FSLYNews Brief

Fastly Drops 35% After Earnings Beat: The Fine Print Spooked Investors

Fastly beat analyst estimates and raised guidance Thursday; the stock fell approximately 35% anyway.

Fastly, Inc. (FSLY) — stock analysis
The numbers
  • FSLY fell approximately 35% in a single Thursday session despite a beat-and-raise quarter
  • Shares trade at $19.50, still at 50x forward P/E on $624mn TTM revenue — a premium that requires accelerating growth, not flat guidance
  • Net retention rate and enterprise customer count in the next quarterly print will determine whether Thursday was an overreaction or the start of a longer decline

What Actually Happened

A beat-and-raise is supposed to be a good day. Thursday was not. A 35% single-session drop does not happen because investors misread the headline. It happens because they read the details correctly.

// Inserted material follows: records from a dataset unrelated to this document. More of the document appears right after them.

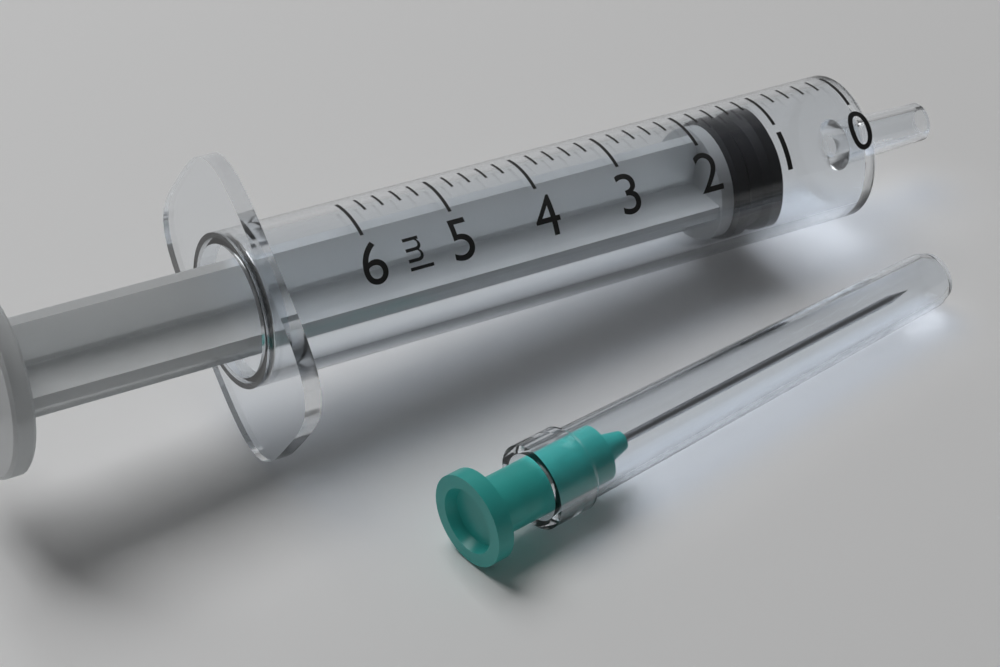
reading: 1.0 ml
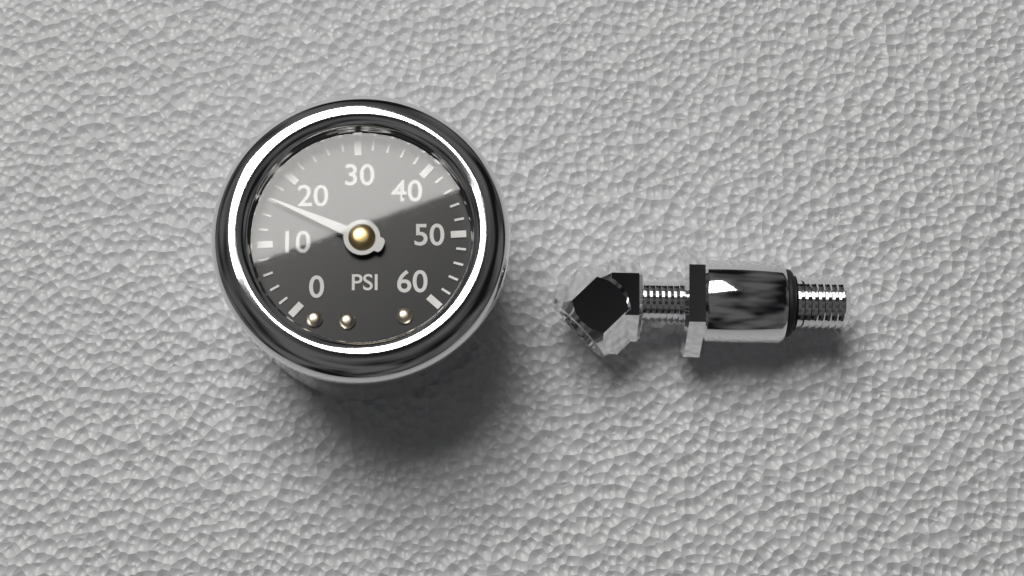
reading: 16 psi
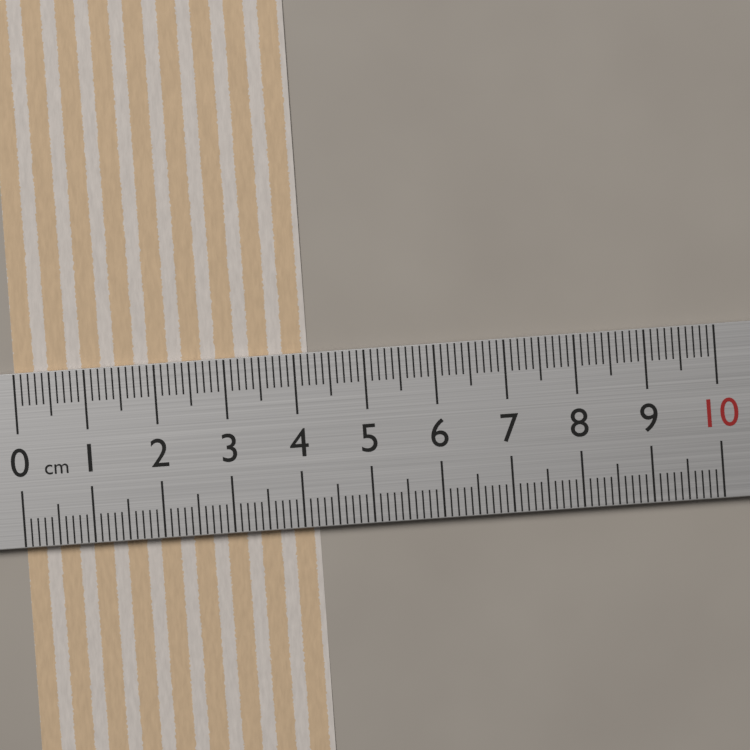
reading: 4.2 cm
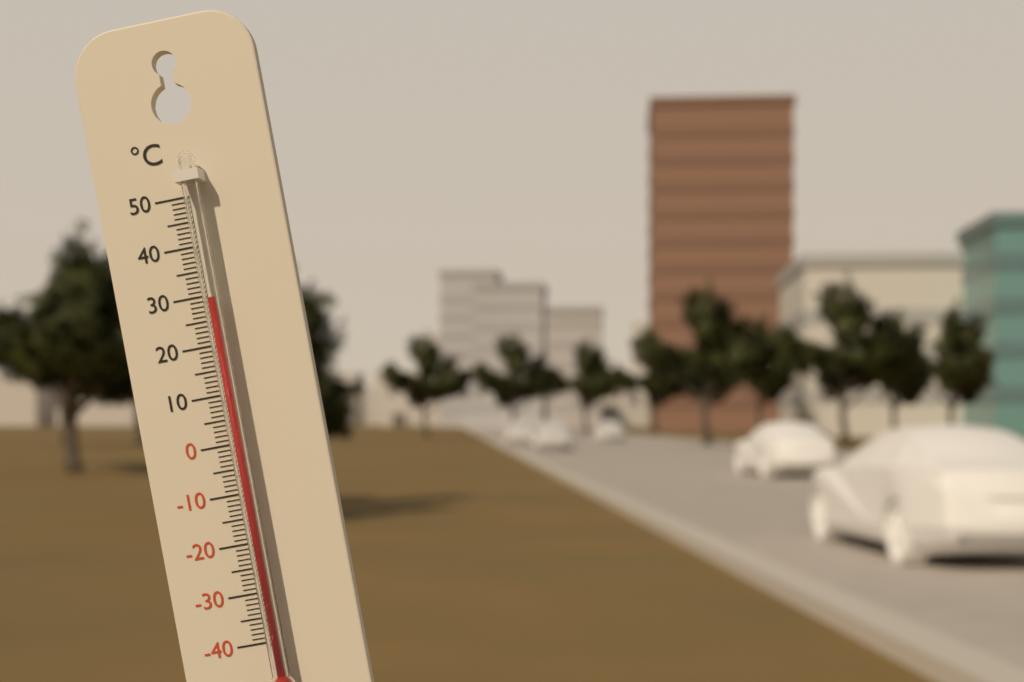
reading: 29 °C
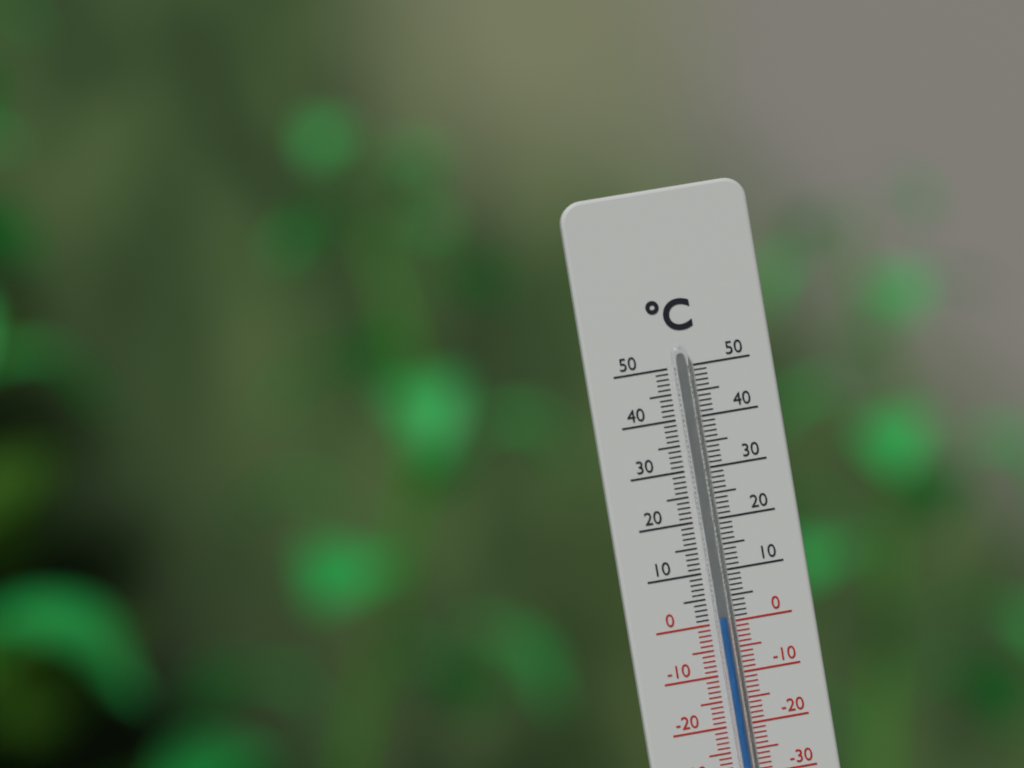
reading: 1 °C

At $624mn TTM revenue and 50x forward earnings, Fastly was priced for acceleration. The guidance raise cleared the bar. It did not raise it. At that valuation, the distinction matters: flat guidance on a stretched multiple signals plateau, not momentum. Investors sold.

Beat-and-raise selloffs of this size almost always trace back to a retention or customer expansion metric. New logos do not repair the math when existing customers are spending less. Net retention rate is almost certainly where the crack appeared, and Thursday's drop was investors marking down what comes next.

The Catch

The drop trimmed the premium. It did not remove it. At $19.50 and 50x forward P/E, investors buying the dip are still paying for a growth story the market just marked down. The stock needs NRR stabilization before the multiple recovers. Without it, $19.50 is not the floor.

There is also a structural problem. Fastly competes in edge computing and CDN infrastructure — markets under growing commoditization pressure. In that environment, retention metrics fall before revenue does. A small NRR miss typically leads revenue lower by two or three quarters.

Bottom Line

This is a growth investor's problem, not a value investor's entry point. Fifty times forward earnings after a 35% haircut is still expensive — Thursday's price action said the growth story is decelerating, not stabilizing. Watch net retention rate at the next quarterly print. If NRR recovers, Thursday looks like an overreaction. If it falls further, the multiple has room to compress and $19.50 will look like a pause, not a bottom.

Basis Report has published a full analysis with a BUY rating on Fastly at basisreport.com/reports/ai9WwL0a4NYyQzGhBFAacMnk.

Basis Report does not hold positions in securities discussed. This is not investment advice.